Identity of Willie McBride
According to the song, the gravestone of the soldier, Willie McBride, says he was 19 years old when he died in 1916. According to the Commonwealth War Graves Commission, there were eight soldiers named "William McBride", and a further six listed as "W. McBride", who died in France or Belgium during World War I but none matches the soldier in the song. Two "William McBrides" and one "W. McBride" died in 1916 but one is commemorated in the Thiepval Memorial and has no gravestone. The other two are buried in the Blighty Valley Cemetery near Authuille but one was aged 21 and the age of the other is unknown. All three were from Irish regiments.
Piet Chielens, coordinator of the In Flanders Fields Museum in Ypres, Belgium, and organizer of yearly peace concerts in Flanders, once checked all 1,700,000 names that are registered with the Commonwealth War Commission. He found no fewer than ten Privates William McBride.

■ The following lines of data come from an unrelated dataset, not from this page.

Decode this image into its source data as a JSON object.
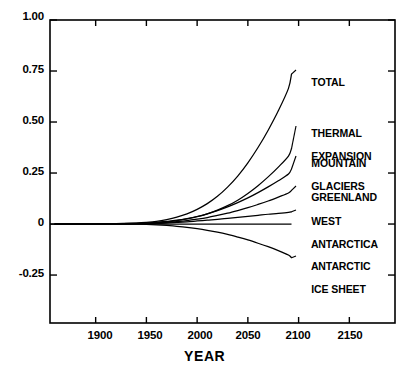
{
  "chart_data": {
    "type": "line",
    "title": "",
    "xlabel": "YEAR",
    "ylabel": "",
    "xlim": [
      1855,
      2195
    ],
    "ylim": [
      -0.485,
      1.0
    ],
    "grid": false,
    "legend_position": "right-inline-labels",
    "xticks": [
      1900,
      1950,
      2000,
      2050,
      2100,
      2150
    ],
    "xtick_labels": [
      "1900",
      "1950",
      "2000",
      "2050",
      "2100",
      "2150"
    ],
    "yticks": [
      1.0,
      0.75,
      0.5,
      0.25,
      0.0,
      -0.25
    ],
    "ytick_labels": [
      "1.00",
      "0.75",
      "0.50",
      "0.25",
      "0",
      "-0.25"
    ],
    "line_color": "#000000",
    "x": [
      1860,
      1880,
      1900,
      1920,
      1940,
      1950,
      1960,
      1970,
      1980,
      1990,
      2000,
      2010,
      2020,
      2030,
      2040,
      2050,
      2060,
      2070,
      2080,
      2090,
      2093
    ],
    "series": [
      {
        "name": "TOTAL",
        "label": "TOTAL",
        "values": [
          0,
          0,
          0,
          0.002,
          0.005,
          0.008,
          0.013,
          0.022,
          0.034,
          0.05,
          0.072,
          0.1,
          0.136,
          0.181,
          0.235,
          0.3,
          0.375,
          0.46,
          0.555,
          0.665,
          0.735
        ]
      },
      {
        "name": "THERMAL EXPANSION",
        "label": "THERMAL\nEXPANSION",
        "values": [
          0,
          0,
          0,
          0.001,
          0.003,
          0.004,
          0.007,
          0.011,
          0.017,
          0.025,
          0.036,
          0.05,
          0.068,
          0.09,
          0.117,
          0.15,
          0.188,
          0.231,
          0.279,
          0.333,
          0.37
        ]
      },
      {
        "name": "MOUNTAIN GLACIERS",
        "label": "MOUNTAIN\nGLACIERS",
        "values": [
          0,
          0,
          0,
          0.001,
          0.003,
          0.005,
          0.008,
          0.013,
          0.019,
          0.027,
          0.037,
          0.05,
          0.066,
          0.084,
          0.105,
          0.128,
          0.154,
          0.182,
          0.212,
          0.245,
          0.27
        ]
      },
      {
        "name": "GREENLAND",
        "label": "GREENLAND",
        "values": [
          0,
          0,
          0,
          0.001,
          0.002,
          0.003,
          0.005,
          0.008,
          0.012,
          0.017,
          0.024,
          0.032,
          0.042,
          0.053,
          0.066,
          0.08,
          0.096,
          0.113,
          0.132,
          0.152,
          0.165
        ]
      },
      {
        "name": "WEST ANTARCTICA",
        "label": "WEST\nANTARCTICA",
        "values": [
          0,
          0,
          0,
          0.0005,
          0.001,
          0.002,
          0.003,
          0.005,
          0.008,
          0.011,
          0.015,
          0.019,
          0.023,
          0.028,
          0.033,
          0.038,
          0.043,
          0.048,
          0.052,
          0.057,
          0.06
        ]
      },
      {
        "name": "ANTARCTIC ICE SHEET",
        "label": "ANTARCTIC\nICE SHEET",
        "values": [
          0,
          0,
          0,
          -0.0005,
          -0.001,
          -0.002,
          -0.004,
          -0.007,
          -0.011,
          -0.016,
          -0.023,
          -0.031,
          -0.04,
          -0.051,
          -0.064,
          -0.078,
          -0.094,
          -0.111,
          -0.13,
          -0.152,
          -0.165
        ]
      }
    ],
    "annotations": [
      {
        "text": "TOTAL",
        "x": 2100,
        "y": 0.745
      },
      {
        "text": "THERMAL EXPANSION",
        "x": 2100,
        "y": 0.435
      },
      {
        "text": "MOUNTAIN GLACIERS",
        "x": 2100,
        "y": 0.305
      },
      {
        "text": "GREENLAND",
        "x": 2100,
        "y": 0.185
      },
      {
        "text": "WEST ANTARCTICA",
        "x": 2100,
        "y": 0.08
      },
      {
        "text": "ANTARCTIC ICE SHEET",
        "x": 2100,
        "y": -0.14
      }
    ]
  },
  "labels": {
    "y": [
      "1.00",
      "0.75",
      "0.50",
      "0.25",
      "0",
      "-0.25"
    ],
    "x": [
      "1900",
      "1950",
      "2000",
      "2050",
      "2100",
      "2150"
    ],
    "axis_title_x": "YEAR",
    "curve_total": "TOTAL",
    "curve_thermal_1": "THERMAL",
    "curve_thermal_2": "EXPANSION",
    "curve_mountain_1": "MOUNTAIN",
    "curve_mountain_2": "GLACIERS",
    "curve_greenland": "GREENLAND",
    "curve_west_1": "WEST",
    "curve_west_2": "ANTARCTICA",
    "curve_antarctic_1": "ANTARCTIC",
    "curve_antarctic_2": "ICE SHEET"
  }
}
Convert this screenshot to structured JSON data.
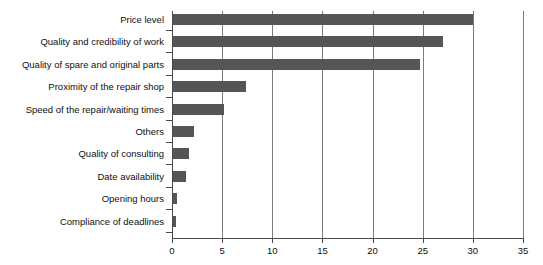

Three of these William McBrides fell in 1916; two were members of an Irish Regiment, the Royal Inniskilling Fusiliers, and died more or less in the same spot during the Battle of the Somme in 1916. One was 21, the other 19 years old. The 19-year-old Private William McBride is buried in Blighty Valley Cemetery, near Albert and Beaumont-Hamel, where the Inniskilling Fusilliers were deployed as part of the 29th Division. The 19-year-old Private William McBride can be found at Grave A. 36, near the back of the Cemetery.
The truth may be simpler. "19" and and "1916" are an easy rhyme so his real age and date of death may be different.